Official:

Rudolf Christian Karl Diesel. March 18, 1858 – September 29, 1913. German engineer and inventor. Creator of the diesel engine.

 

Life and Work:

1. Today, the Bavarian city of Augsburg has a Japanese rock garden. On the lawn in the garden there is a bas-relief, and a memorial inscription reads: “Immortal is your spirit in the lands of Japan.” The garden was founded in 1957 by a Japanese businessman who produces internal combustion engines with compression ignition. These engines were named after their inventor, Rudolf Diesel.

 

2. It is said that one rainy morning in 1888, young Rudolf Diesel accidentally entered a museum in search of shelter from bad weather. His attention was drawn to an exhibit made in 1833 – a lighter that looked like a syringe with a glass cylinder and a piston. And the young man had a stroke of insight.

 

3. Diesel’s work resulted in a patent entitled Method of and Apparatus for Converting Heat into Work obtained on February 23, 1893. Then Diesel refined his invention further, and humanity received an economical engine running on fuel that is much cheaper than gasoline.

 

4. The future benefactor of thrifty motorists was born in Paris, where his father, an immigrant from Germany, owned a small bookbinding shop. The Franco-Prussian war interrupted the well-established life, and Diesel’s family was forced to leave for London, while their son was sent to Augsburg to live with his uncle and aunt.

 

5. His childless uncle, a professor, eagerly started to educate the nephew, in whom he saw great abilities. And he was not mistaken: Rudolf graduated the non-classical school with honors.

 

6. At the age of 14, Rudolf wrote a letter to his parents saying that he wanted to become an engineer. And he undertook to fulfill his dream: he entered a technical school in Augsburg. His parents hoped that Rudolf would quickly find a job, but the talented young man decided to continue his education. He was not wrong about himself: Diesel graduated from the Royal Bavarian Technical High School in Munich with the highest results for the entire existence of this educational institution.

 

7. An excellent graduate was quickly offered a job. His former teacher, the Munich professor Karl von Linde, invited him to Paris to work in a branch of his company that produced refrigeration machines. A year later, Diesel became the director of this branch.

 

8. It is claimed that it was Professor Linde who got Diesel interested in internal combustion engines. For ten years, Diesel struggled with the problem of increasing their efficiency: he created dozens and hundreds of drawings and calculations, but the absorption engine on ammonia could not surpass the steam engine in efficiency.

 

9. “It occurred to me that atomized fuel should be injected into compressed hot air instead of ammonia and, as it ignites, expanded in such a way that maximum heat could be put to useful work,” wrote the happy inventor. “My idea is so far ahead of everything that has been created in this field so far that we can safely say that I am the first in this new and most important section of technology on our small globe! I am ahead of the best minds of mankind on both sides of the ocean!” wrote Diesel.

 

10. The exultation was a little premature. Although Diesel’s invention attracted some interest. The director of the machine-building plant in Augsburg (now it is the famous MAN) let Rudolf Diesel test and develop his ideas, and the well-known industrialist Krupp funded the experiments. Not immediately, but success came: the first operational diesel engine was launched in 1897 and is now on display in the German Museum of Achievements in Science and Technology in Munich.

 

11. After that, things were not so smooth either: after the first successes, failures came, and after wealth, ruin. The first-generation engines proved to be of little use, and legal disputes with customers and litigations over patents drove Diesel to a psychiatric clinic. Moreover, he turned out to be an awful businessman: he went completely broke in 1913.

 

12. In that fateful year, on September 29th, he boarded the steamer Dresden in Antwerp to go to London to attend a meeting of the company that manufactured his engines. He never made it to the meeting: Diesel’s coat and hat were found on the deck, while he was nowhere to be found. The body was allegedly found by Belgian fishermen, but a storm prevented them from bringing it ashore. The items gathered by the fishermen were later shown to Diesel’s son Eugene, and he identified them as belonging to his father.

 

13. In 1978, Rudolph Diesel was inducted into the Automotive Hall of Fame, an American museum founded in 1939 and dedicated to the most famous and influential figures in the automotive industry.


EXERCISE REQUIREMENTS:
Once you reach the line with "Transcribe this image's", copy it and every line after it exactly, up to the end of the data. Omit the pictures.

RECORDS SUPPLIED:
=-=-=-=-=

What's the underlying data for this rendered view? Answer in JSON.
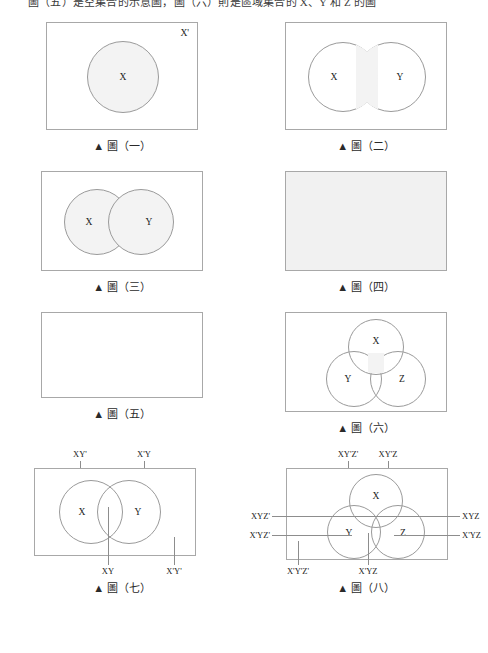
{
  "document": {
    "cut_header_text": "圖（五）是空集合的示意圖，圖（六）則是區域集合的 X、Y 和 Z 的圖",
    "caption_prefix": "▲",
    "caption_word": "圖"
  },
  "figures": [
    {
      "id": "fig-1",
      "caption": "▲ 圖（一）",
      "caption_number": "（一）",
      "description": "single shaded circle X inside rectangle with complement label",
      "set_labels": [
        "X"
      ],
      "corner_label": "X'",
      "shaded": "circle-x"
    },
    {
      "id": "fig-2",
      "caption": "▲ 圖（二）",
      "caption_number": "（二）",
      "description": "two overlapping circles, intersection shaded",
      "set_labels": [
        "X",
        "Y"
      ],
      "shaded": "intersection"
    },
    {
      "id": "fig-3",
      "caption": "▲ 圖（三）",
      "caption_number": "（三）",
      "description": "two overlapping circles, union shaded",
      "set_labels": [
        "X",
        "Y"
      ],
      "shaded": "union"
    },
    {
      "id": "fig-4",
      "caption": "▲ 圖（四）",
      "caption_number": "（四）",
      "description": "entire universal rectangle shaded",
      "set_labels": [],
      "shaded": "universe"
    },
    {
      "id": "fig-5",
      "caption": "▲ 圖（五）",
      "caption_number": "（五）",
      "description": "empty rectangle, nothing shaded",
      "set_labels": [],
      "shaded": "none"
    },
    {
      "id": "fig-6",
      "caption": "▲ 圖（六）",
      "caption_number": "（六）",
      "description": "three overlapping circles X Y Z, triple intersection shaded",
      "set_labels": [
        "X",
        "Y",
        "Z"
      ],
      "shaded": "triple-intersection"
    },
    {
      "id": "fig-7",
      "caption": "▲ 圖（七）",
      "caption_number": "（七）",
      "description": "two-set Venn diagram with four labelled regions",
      "set_labels": [
        "X",
        "Y"
      ],
      "region_tags": {
        "top_left": "XY'",
        "top_right": "X'Y",
        "bottom_center": "XY",
        "bottom_right": "X'Y'"
      }
    },
    {
      "id": "fig-8",
      "caption": "▲ 圖（八）",
      "caption_number": "（八）",
      "description": "three-set Venn diagram with eight labelled regions",
      "set_labels": [
        "X",
        "Y",
        "Z"
      ],
      "region_tags": {
        "top_left": "XY'Z'",
        "top_right": "XY'Z",
        "left_upper": "XYZ'",
        "left_lower": "X'YZ'",
        "right_upper": "XYZ",
        "right_lower": "X'YZ",
        "bottom_left": "X'Y'Z'",
        "bottom_center": "X'YZ"
      }
    }
  ],
  "colors": {
    "frame_stroke": "#a8a8a8",
    "circle_stroke": "#9a9a9a",
    "shade_fill": "#f3f3f3",
    "filled_rect": "#f1f1f1",
    "leader_line": "#8d8d8d",
    "text": "#1c1c1c"
  }
}
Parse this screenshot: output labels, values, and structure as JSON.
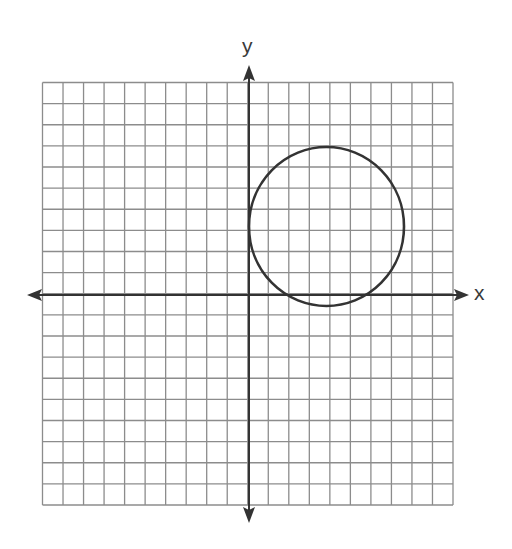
{
  "diagram": {
    "type": "coordinate-plane",
    "x_axis_label": "x",
    "y_axis_label": "y",
    "grid": {
      "columns": 20,
      "rows": 20,
      "x_range": [
        -10,
        10
      ],
      "y_range": [
        -10,
        10
      ],
      "line_color": "#8c8c8c",
      "axis_color": "#333333"
    },
    "shapes": [
      {
        "type": "circle",
        "center": [
          3.75,
          3.25
        ],
        "radius": 3.75,
        "stroke": "#333333",
        "note": "Circle in quadrant I, tangent to the y-axis, dipping slightly below the x-axis"
      }
    ]
  }
}
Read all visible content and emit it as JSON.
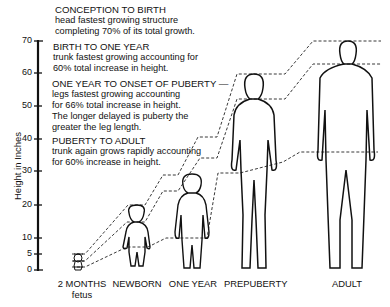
{
  "annotations": [
    {
      "heading": "CONCEPTION TO BIRTH",
      "lines": [
        "head fastest growing structure",
        "completing 70% of its total growth."
      ]
    },
    {
      "heading": "BIRTH TO ONE YEAR",
      "lines": [
        "trunk fastest growing accounting for",
        "60% total increase in height."
      ]
    },
    {
      "heading": "ONE YEAR TO ONSET OF PUBERTY —",
      "lines": [
        "legs fastest growing accounting",
        "for 66% total increase in height.",
        "The longer delayed is puberty the",
        "greater the leg length."
      ]
    },
    {
      "heading": "PUBERTY TO ADULT",
      "lines": [
        "trunk again grows rapidly accounting",
        "for 60% increase in height."
      ]
    }
  ],
  "axis": {
    "label": "Height in Inches",
    "ticks": [
      "70",
      "60",
      "50",
      "40",
      "30",
      "20",
      "10",
      "5",
      "0"
    ]
  },
  "stages": [
    {
      "label": "2 MONTHS",
      "sublabel": "fetus"
    },
    {
      "label": "NEWBORN",
      "sublabel": ""
    },
    {
      "label": "ONE YEAR",
      "sublabel": ""
    },
    {
      "label": "PREPUBERTY",
      "sublabel": ""
    },
    {
      "label": "ADULT",
      "sublabel": ""
    }
  ]
}
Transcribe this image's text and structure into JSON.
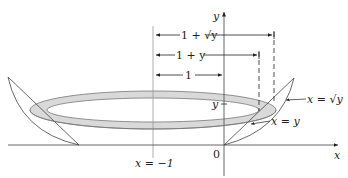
{
  "diagram": {
    "axes": {
      "x_label": "x",
      "y_label": "y",
      "origin_label": "0"
    },
    "vertical_line_label": "x = −1",
    "dimension_labels": {
      "outer_radius": "1 + √y",
      "inner_radius": "1 + y",
      "axis_distance": "1"
    },
    "curve_labels": {
      "sqrt_curve": "x = √y",
      "line": "x = y"
    },
    "height_tick_label": "y",
    "colors": {
      "ring_fill": "#d9d9d9",
      "stroke": "#231f20",
      "thin_line": "#8a8a8a"
    }
  }
}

=-=-=-=-=

RESULT FOR THIS TASK:
Transcribe this image's text and structure into JSON.
{
  "diagram": {
    "axes": {
      "x_label": "x",
      "y_label": "y",
      "origin_label": "0"
    },
    "vertical_line_label": "x = −1",
    "dimension_labels": {
      "outer_radius": "1 + √y",
      "inner_radius": "1 + y",
      "axis_distance": "1"
    },
    "curve_labels": {
      "sqrt_curve": "x = √y",
      "line": "x = y"
    },
    "height_tick_label": "y",
    "colors": {
      "ring_fill": "#d9d9d9",
      "stroke": "#231f20",
      "thin_line": "#8a8a8a"
    }
  }
}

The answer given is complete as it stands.